The kind governess placed her pupil on the sofa, covered her
feet up warmly, darkened the room, and then stole out on tiptoe, fancying
that Ellinor would sleep. Her eyes were, indeed, shut; but try as much
as she would to be quiet, she was up in less than five minutes after Miss
Monro had left the room, and walking up and down in all the restless
agony of body that arises from an overstrained mind. But soon Miss Monro
reappeared, bringing with her a dose of soothing medicine of her own
concocting, for she was great in domestic quackery. What the medicine
was Ellinor did not care to know; she drank it without any sign of her
usual merry resistance to physic of Miss Monro's ordering; and as the
latter took up a book, and showed a set purpose of remaining with her
patient, Ellinor was compelled to lie still, and presently fell asleep.

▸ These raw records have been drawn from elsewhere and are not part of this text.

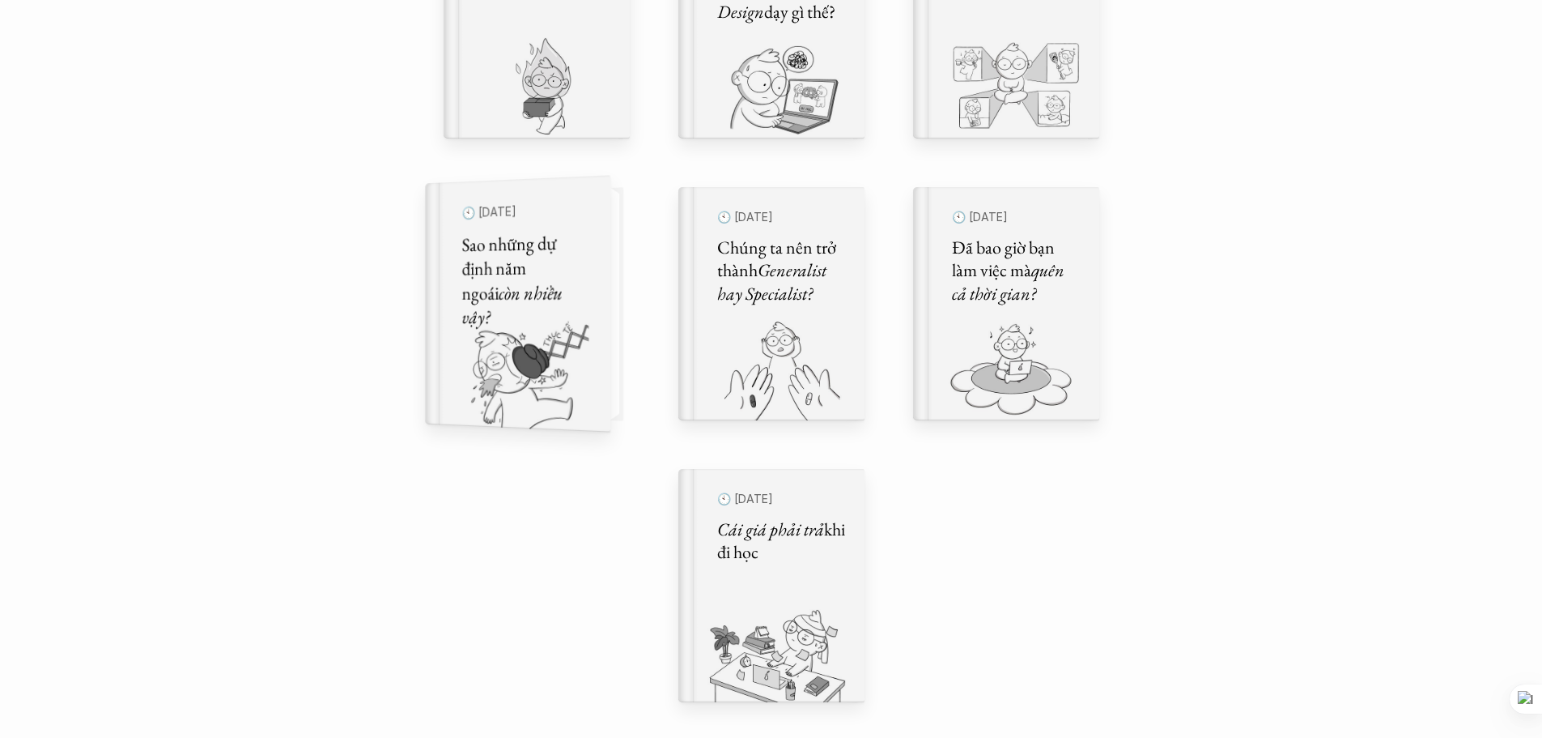 The image size is (1542, 738). What do you see at coordinates (1010, 282) in the screenshot?
I see `em: quên cả thời gian?` at bounding box center [1010, 282].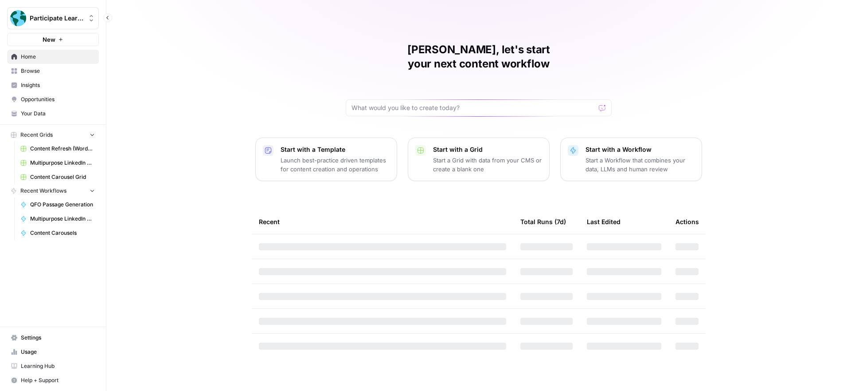 The image size is (851, 391). Describe the element at coordinates (58, 99) in the screenshot. I see `span: Opportunities` at that location.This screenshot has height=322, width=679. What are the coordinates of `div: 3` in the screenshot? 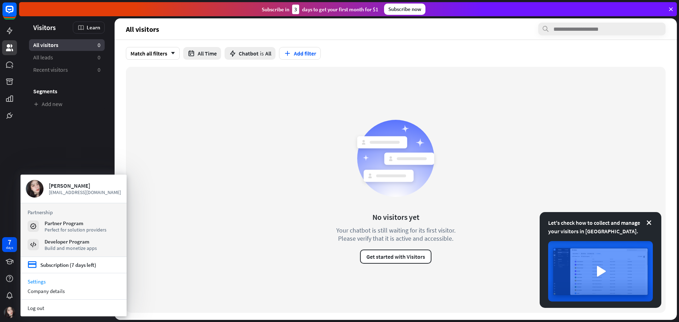 It's located at (296, 9).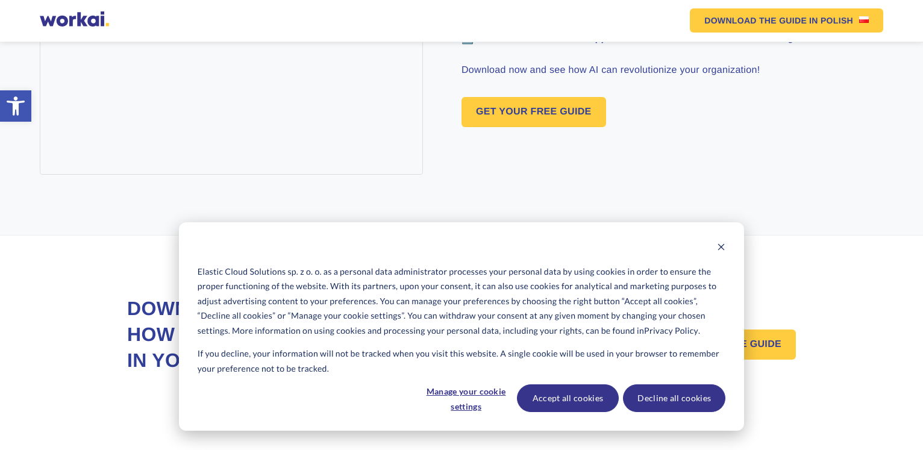 The height and width of the screenshot is (450, 923). Describe the element at coordinates (359, 335) in the screenshot. I see `h2: Download a free Guide and discover how AI can revolutionize communication in your organization!!` at that location.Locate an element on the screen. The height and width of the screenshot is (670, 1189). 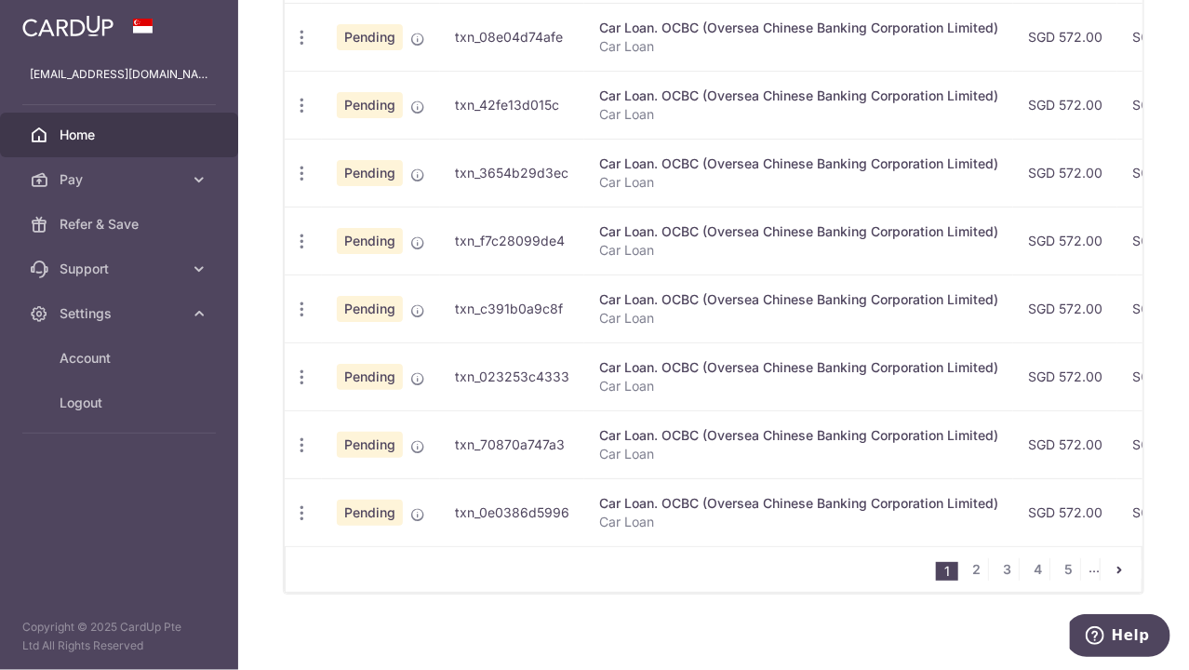
span: Home is located at coordinates (121, 135).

She awakened late in the afternoon with a start. Her father was standing
over her, listening to Miss Monro's account of her indisposition. She
only caught one glimpse of his strangely altered countenance, and hid her
head in the cushions--hid it from memory, not from him. For in an
instant she must have conjectured the interpretation he was likely to put
upon her shrinking action, and she had turned towards him, and had thrown
her arms round his neck, and was kissing his cold, passive face.